Manet – revealing too much about us

By wheldon at Thu, 2008-04-10 01:52

Manet - Olympia

The questions asked by this painting when it was first displayed are still relevant today. A naked woman, propped up on a bed with a man holding flowers behind her. Is it the look in her eyes, the searching into our morals, our ideas about nakedness, intrigue. Is it the way in which she sits unmoving, unemotionally knowing that her body is beautiful, an object of desire and demand. Is it because there is no artistic ambiguity, she is so immediate, there is nothing to distract us from her nakedness, and our response to her nakedness. Or is it because she shows no desire for the male viewer. We may want her body, but she has no interest, she is beyond us, beyond any suggestion that anything we can do to her, we can in no way interest or satisfy her.

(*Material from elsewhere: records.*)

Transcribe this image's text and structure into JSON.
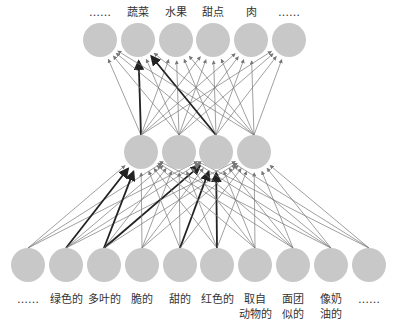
{
  "diagram": {
    "colors": {
      "node": "#c8c8c8",
      "edge": "#777777",
      "edge_strong": "#222222"
    },
    "output_labels": [
      "……",
      "蔬菜",
      "水果",
      "甜点",
      "肉",
      "……"
    ],
    "hidden_count": 4,
    "input_labels": [
      "……",
      "绿色的",
      "多叶的",
      "脆的",
      "甜的",
      "红色的",
      "取自\n动物的",
      "面团\n似的",
      "像奶\n油的",
      "……"
    ],
    "strong_edges_input_to_hidden": [
      [
        1,
        0
      ],
      [
        2,
        0
      ],
      [
        2,
        2
      ],
      [
        4,
        2
      ],
      [
        5,
        2
      ]
    ],
    "strong_edges_hidden_to_output": [
      [
        0,
        1
      ],
      [
        2,
        1
      ]
    ]
  }
}
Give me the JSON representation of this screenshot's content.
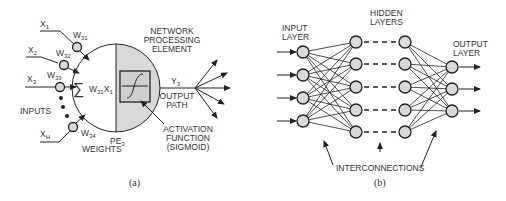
{
  "panel_a": {
    "caption": "(a)",
    "inputs": [
      {
        "x": "X",
        "x_sub": "1",
        "w": "W",
        "w_sub": "31"
      },
      {
        "x": "X",
        "x_sub": "2",
        "w": "W",
        "w_sub": "32"
      },
      {
        "x": "X",
        "x_sub": "3",
        "w": "W",
        "w_sub": "33"
      },
      {
        "x": "X",
        "x_sub": "H",
        "w": "W",
        "w_sub": "34"
      }
    ],
    "inputs_label": "INPUTS",
    "weights_label": "WEIGHTS",
    "sum_symbol": "∑",
    "sum_term": "W",
    "sum_term_sub": "31",
    "sum_term_x": "X",
    "sum_term_x_sub": "1",
    "pe_label": "PE",
    "pe_sub": "3",
    "npe_label": [
      "NETWORK",
      "PROCESSING",
      "ELEMENT"
    ],
    "output_y": "Y",
    "output_y_sub": "3",
    "output_path": [
      "OUTPUT",
      "PATH"
    ],
    "activation": [
      "ACTIVATION",
      "FUNCTION",
      "(SIGMOID)"
    ],
    "colors": {
      "shade": "#d9d9d9",
      "line": "#222222"
    }
  },
  "panel_b": {
    "caption": "(b)",
    "input_layer": [
      "INPUT",
      "LAYER"
    ],
    "hidden_layers": [
      "HIDDEN",
      "LAYERS"
    ],
    "output_layer": [
      "OUTPUT",
      "LAYER"
    ],
    "interconnections": "INTERCONNECTIONS",
    "layer_sizes": {
      "input": 4,
      "hidden1": 5,
      "hidden2": 5,
      "output": 3
    }
  }
}
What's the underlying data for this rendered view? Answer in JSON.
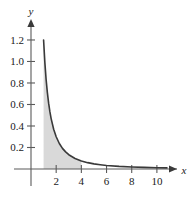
{
  "chart_data": {
    "type": "line",
    "title": "",
    "xlabel": "x",
    "ylabel": "y",
    "xlim": [
      0,
      11.2
    ],
    "ylim": [
      0,
      1.33
    ],
    "grid": false,
    "legend": null,
    "x_ticks": [
      2,
      4,
      6,
      8,
      10
    ],
    "x_tick_labels": [
      "2",
      "4",
      "6",
      "8",
      "10"
    ],
    "y_ticks": [
      0.2,
      0.4,
      0.6,
      0.8,
      1.0,
      1.2
    ],
    "y_tick_labels": [
      "0.2",
      "0.4",
      "0.6",
      "0.8",
      "1.0",
      "1.2"
    ],
    "series": [
      {
        "name": "curve",
        "x": [
          1.0,
          1.1,
          1.2,
          1.3,
          1.4,
          1.5,
          1.6,
          1.8,
          2.0,
          2.25,
          2.5,
          2.75,
          3.0,
          3.5,
          4.0,
          4.5,
          5.0,
          5.5,
          6.0,
          7.0,
          8.0,
          9.0,
          10.0,
          10.8
        ],
        "y": [
          1.2,
          0.992,
          0.833,
          0.71,
          0.612,
          0.533,
          0.469,
          0.37,
          0.3,
          0.237,
          0.192,
          0.159,
          0.133,
          0.098,
          0.075,
          0.059,
          0.048,
          0.04,
          0.033,
          0.024,
          0.019,
          0.015,
          0.012,
          0.01
        ]
      }
    ],
    "shaded_region": {
      "label": "area under curve",
      "x_start": 1.0,
      "x_end": 4.0,
      "color": "#d9d9d9"
    },
    "axis_arrows": {
      "x": "right",
      "y": "up"
    },
    "colors": {
      "curve": "#3a3a3a",
      "axis": "#5a5a5a",
      "fill": "#d9d9d9",
      "text": "#1a1a1a",
      "background": "#ffffff"
    }
  }
}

Is this, then, cutting to the heart of the matter, that there is nowhere for the male viewer's ego to be satisfied, it is squashed under her gaze. And this is unusual in our day and age where we are assaulted by pornography. At every corner there is a beautiful female with a look in her eye that suggests she wants, desires us, that we are the object of her desire. But this painting shows so clearly that there is more to pornography than the image of the human body, whether male or female. It is in the satisfying of the sexual urge of the viewer, the desire to possess, to take what is not ours to give, to receive from someone who appears so willing to give. And this is the power of pornography, of prostitution, the satisying of the ego, the sense that the ego is fulfilled through possession of someone beautiful who wants to give.

And yet they don't, that is the message behind this painting. The expression of desire is a lie, the impression that the viewer is all they want, is merely that, an impression. Behind that pornographic image is the hardness, the ireverance, the irrelevance shown in this painting. And so it disturbs, because she doesn't want or need, she is showing the reality of the person behind the pornography, and so the viewer's ego cannot be satisfied when confronted by such a look.

Jesus says not to commit adultery with someone in your imagination. Manet's woman illustrates this so well, and we turn away from her because she reveals too much about us the viewer.